The illusion of strength

The numbers look fine at first glance. GDP is growing at 3.6%, unemployment is holding at 4.4%, and Wall Street is celebrating another quarter of “resilient growth.”
But beneath the surface, American households are burning through savings and maxing out credit cards just to keep up. The personal savings rate has dropped to 4.5%, near post-pandemic lows, while credit card balances have surpassed $1.3 trillion for the first time on record.

In other words: Americans are spending not because they’re confident, but because they can’t afford not to.


The Fed’s balancing act

The Federal Reserve’s benchmark rate of 3.87% has successfully cooled inflation to 2.9%, but it’s also freezing out homebuyers and small business owners. Mortgage rates above 6% have sidelined millions, locking renters in place and stalling housing mobility.

Fed Chair Powell has warned that rate cuts are “data dependent,” but that’s Fed-speak for flying blind—trying to maintain growth without igniting inflation or triggering a crash. Every move now is a gamble.


Two economies, one nation

Corporate profits are near record highs. The stock market is thriving. Yet millions of working- and middle-class Americans are treading water.

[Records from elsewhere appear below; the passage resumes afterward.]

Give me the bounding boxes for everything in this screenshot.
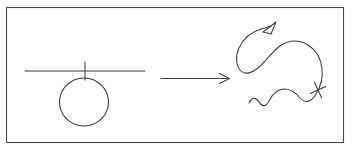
right-symbol-group xyxy=(237,22,326,106)
left-symbol-group xyxy=(25,62,145,126)
diagram-frame-border xyxy=(7,8,344,143)
squiggle-curve-path xyxy=(237,26,323,106)
cross-mark-icon xyxy=(310,82,325,97)
transform-arrow-group xyxy=(161,74,230,84)
hanging-circle xyxy=(60,78,109,126)
diagram-svg xyxy=(0,0,352,153)
diagram-canvas: A circle suspended from a horizontal lin… xyxy=(0,0,352,153)
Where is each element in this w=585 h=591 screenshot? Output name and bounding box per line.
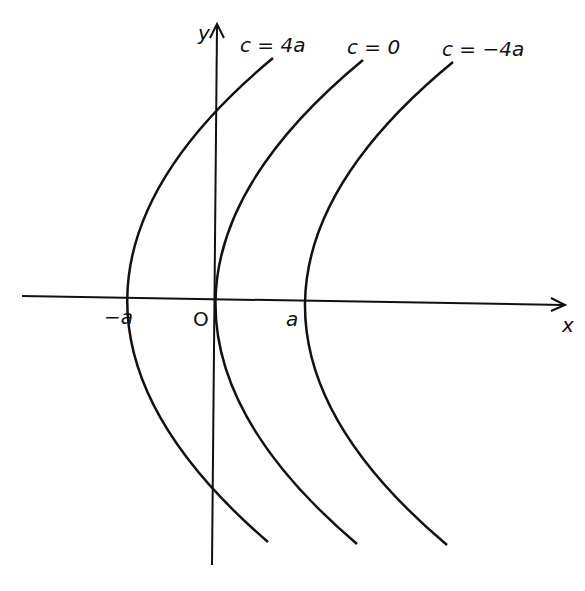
origin-label: O [193,307,209,331]
x-axis-label: x [561,313,574,337]
curve-label-c-4a: c = 4a [240,33,305,57]
hyperbola-family-diagram: y x O −a a c = 4a c = 0 c = −4a [0,0,585,591]
y-axis-label: y [197,21,211,45]
curve-label-c-neg4a: c = −4a [442,37,524,61]
curve-label-c-0: c = 0 [347,35,400,59]
tick-label-neg-a: −a [104,305,133,329]
tick-label-pos-a: a [286,307,298,331]
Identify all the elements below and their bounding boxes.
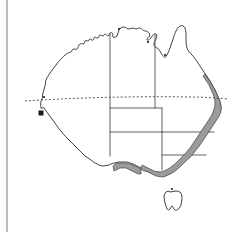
distribution-map-figure: Distribution map of Australia Species di… [0,0,246,232]
tasmania-coastline [164,191,182,210]
locality-marker-north-coast [147,41,149,43]
locality-marker-tasmania-north [171,188,173,190]
locality-marker-southwest [39,111,44,116]
locality-marker-top-end [118,28,120,30]
locality-marker-northwest-coast [43,96,45,98]
locality-marker-northeast-gulf [164,54,166,56]
mainland-australia [41,26,221,176]
australia-map [0,0,246,232]
tasmania [164,191,182,210]
mainland-coastline [41,26,221,176]
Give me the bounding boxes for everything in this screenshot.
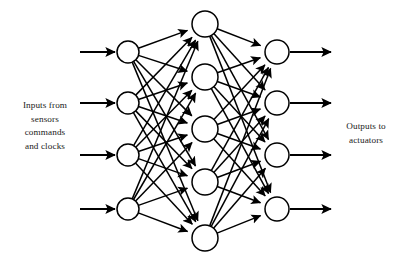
hidden-node-3 — [192, 116, 218, 142]
output-node-3 — [265, 143, 289, 167]
input-label-line-1: Inputs from — [6, 99, 84, 113]
output-label-line-1: Outputs to — [330, 120, 402, 134]
output-node-1 — [265, 40, 289, 64]
hidden-node-1 — [192, 11, 218, 37]
input-node-2 — [117, 92, 139, 114]
input-label-line-2: sensors — [6, 113, 84, 127]
input-nodes-group — [117, 41, 139, 220]
input-node-3 — [117, 144, 139, 166]
input-label: Inputs from sensors commands and clocks — [6, 99, 84, 153]
input-label-line-4: and clocks — [6, 140, 84, 154]
output-nodes-group — [265, 40, 289, 221]
edges-hidden-to-output — [210, 29, 271, 233]
output-node-4 — [265, 197, 289, 221]
hidden-node-4 — [192, 169, 218, 195]
input-node-1 — [117, 41, 139, 63]
neural-network-diagram: Inputs from sensors commands and clocks … — [0, 0, 404, 267]
input-label-line-3: commands — [6, 126, 84, 140]
output-node-2 — [265, 91, 289, 115]
input-arrows-group — [80, 52, 115, 209]
output-label-line-2: actuators — [330, 134, 402, 148]
edges-input-to-hidden — [132, 30, 198, 231]
hidden-node-5 — [192, 225, 218, 251]
hidden-node-2 — [192, 64, 218, 90]
input-node-4 — [117, 198, 139, 220]
output-label: Outputs to actuators — [330, 120, 402, 147]
output-arrows-group — [290, 52, 331, 209]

  • The top 20% of earners are saving and investing at historic levels.
  • The bottom 60% are relying on debt to survive inflation’s hangover.
  • Wealth inequality is widening, not shrinking.

The result is a two-tier economy—one built on assets and dividends, and another on paychecks and payments due.


The psychology of debt

Debt has become America’s default coping mechanism. “Buy now, pay later” isn’t just a fintech slogan—it’s a survival tool.
Yet, this cycle can’t last forever. Once household credit utilization hits its limit, consumer spending—the backbone of the economy—will buckle. The question isn’t if that happens, but when.


eSNAP Economic Health Index snapshot

As of November 3, the eSNAP Economic Health Index sits at 45/100 (Moderate Risk) with warning signs flashing in key areas:

  • Growth: 68
  • Employment: 74
  • Inflation: 58
  • Household Fragility: 42
  • Debt Stress: 39

The Index shows an economy holding steady on the surface but eroding from underneath—much like a bridge that looks solid until you inspect the beams.


What’s next

For policymakers: the focus must shift from “managing inflation” to restoring household solvency.
For households: survival means adaptation—paying down debt, building liquidity, and resisting the lure of easy credit.

Real recovery won’t come from another rate cut or stimulus check. It’ll come when Americans start owning less debt—and more stability.

Until then, this economy runs on two fuels: debt and hope. One burns fast. The other’s running out.